Ethan Dicks wrote:
On Tue, Jun 16, 2009 at 3:42 AM,
Scanning<steven.alan.canning at verizon.net> wrote:
Chuck,
You are correct sir. I had forgotten about the dark ages of 4000 Series 10
Volt Bulk CMOS. It's all coming back to me now, the night sweats and the
flashbacks.... I think I even have a 10 Volt CDP1802 lurking in a drawer
somewhere...
I have one 1802D in a ceramic package. ISTR it will push to 10V
(which is required to take it much above 1MHz).
That is in error. The 1802D early versions ran to 3.2mhz accoring to
the data sheet
at 5V. In practice it was more like 3mhz. I have an elf built back
when using the 1802D
running at 2mhz which was the commonly used frequency. It still works!
Allison
I've been looking for another 10 Volt CMOS
EPROM without any luck.
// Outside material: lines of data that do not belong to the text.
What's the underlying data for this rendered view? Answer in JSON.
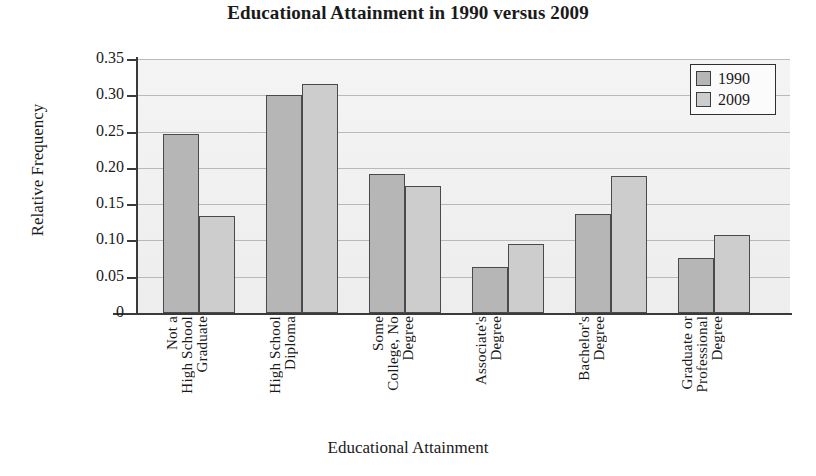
{
  "chart_data": {
    "type": "bar",
    "title": "Educational Attainment in 1990 versus 2009",
    "xlabel": "Educational Attainment",
    "ylabel": "Relative Frequency",
    "ylim": [
      0,
      0.35
    ],
    "grid": true,
    "legend_position": "top-right",
    "categories": [
      "Not a High School Graduate",
      "High School Diploma",
      "Some College, No Degree",
      "Associate's Degree",
      "Bachelor's Degree",
      "Graduate or Professional Degree"
    ],
    "category_lines": [
      [
        "Not a",
        "High School",
        "Graduate"
      ],
      [
        "High School",
        "Diploma"
      ],
      [
        "Some",
        "College, No",
        "Degree"
      ],
      [
        "Associate's",
        "Degree"
      ],
      [
        "Bachelor's",
        "Degree"
      ],
      [
        "Graduate or",
        "Professional",
        "Degree"
      ]
    ],
    "series": [
      {
        "name": "1990",
        "color": "#b6b6b6",
        "values": [
          0.247,
          0.301,
          0.192,
          0.063,
          0.136,
          0.076
        ]
      },
      {
        "name": "2009",
        "color": "#cdcdcd",
        "values": [
          0.133,
          0.316,
          0.175,
          0.095,
          0.189,
          0.107
        ]
      }
    ],
    "ytick_values": [
      0.35,
      0.3,
      0.25,
      0.2,
      0.15,
      0.1,
      0.05,
      0
    ],
    "ytick_labels": [
      "0.35",
      "0.30",
      "0.25",
      "0.20",
      "0.15",
      "0.10",
      "0.05",
      "0"
    ]
  },
  "legend": {
    "items": [
      {
        "label": "1990",
        "color": "#b6b6b6"
      },
      {
        "label": "2009",
        "color": "#cdcdcd"
      }
    ]
  }
}
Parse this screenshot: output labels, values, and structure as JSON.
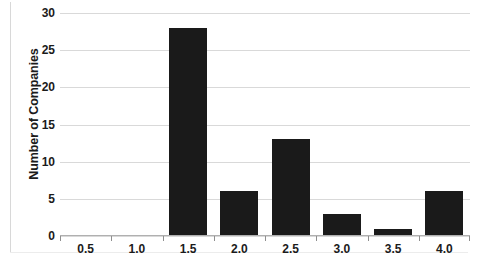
{
  "chart_data": {
    "type": "bar",
    "title": "",
    "subtitle": "",
    "xlabel": "",
    "ylabel": "Number of Companies",
    "categories": [
      "0.5",
      "1.0",
      "1.5",
      "2.0",
      "2.5",
      "3.0",
      "3.5",
      "4.0"
    ],
    "values": [
      0,
      0,
      28,
      6,
      13,
      3,
      1,
      6
    ],
    "ylim": [
      0,
      30
    ],
    "yticks": [
      0,
      5,
      10,
      15,
      20,
      25,
      30
    ],
    "ytick_labels": [
      "0",
      "5",
      "10",
      "15",
      "20",
      "25",
      "30"
    ],
    "xtick_labels": [
      "0.5",
      "1.0",
      "1.5",
      "2.0",
      "2.5",
      "3.0",
      "3.5",
      "4.0"
    ],
    "grid": "horizontal",
    "legend": "none",
    "bar_color": "#1a1a1a",
    "gridline_color": "#d9d9d9",
    "background_color": "#ffffff",
    "annotations": []
  }
}
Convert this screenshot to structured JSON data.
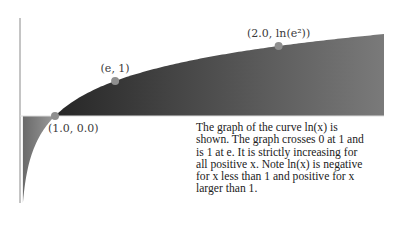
{
  "figure": {
    "function": "ln(x)",
    "domain": [
      0.083,
      10.4
    ],
    "fill_positive_colors": [
      "#262626",
      "#7a7a7a"
    ],
    "fill_negative_colors": [
      "#6a6a6a",
      "#9a9a9a"
    ],
    "point_color": "#8f8f8f",
    "axis_color": "#8a8a8a"
  },
  "points": [
    {
      "x": 1.0,
      "y": 0.0,
      "label": "(1.0, 0.0)",
      "label_pos": "below-right"
    },
    {
      "x": 2.718281828,
      "y": 1.0,
      "label": "(e, 1)",
      "label_pos": "above"
    },
    {
      "x": 7.389056099,
      "y": 2.0,
      "label": "(2.0, ln(e²))",
      "label_pos": "above"
    }
  ],
  "description": {
    "lines": [
      "The graph of the curve ln(x) is",
      "shown. The graph crosses 0 at 1 and",
      "is 1 at e. It is strictly increasing for",
      "all positive x. Note ln(x) is negative",
      "for x less than 1 and positive for x",
      "larger than 1."
    ]
  }
}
Looks
like building a programmer for the parts he has might be the best approach.
If we knew the source for the EPROM data we might be able to kludge up a
Willem ( sp? ) programmer to program a part....
You don't have to program a CMOS EPROM at 10V Vcc to use it at 10V
Vcc. It's not 10V *only*, it should take any voltage in a wide range
(the exact min and max Vcc depends on exactly what family the part is
from, but 3V-15V is common).
Why wouldn't a 27C64 work? (admittedly, I don't have the data sheet
in front of me). You'd have to make a pin swabber for the destination
machine, but electrically, it's a "C" part, not an "HCT", so
I'd
expect it to work at 10V, but the datasheet will say for sure.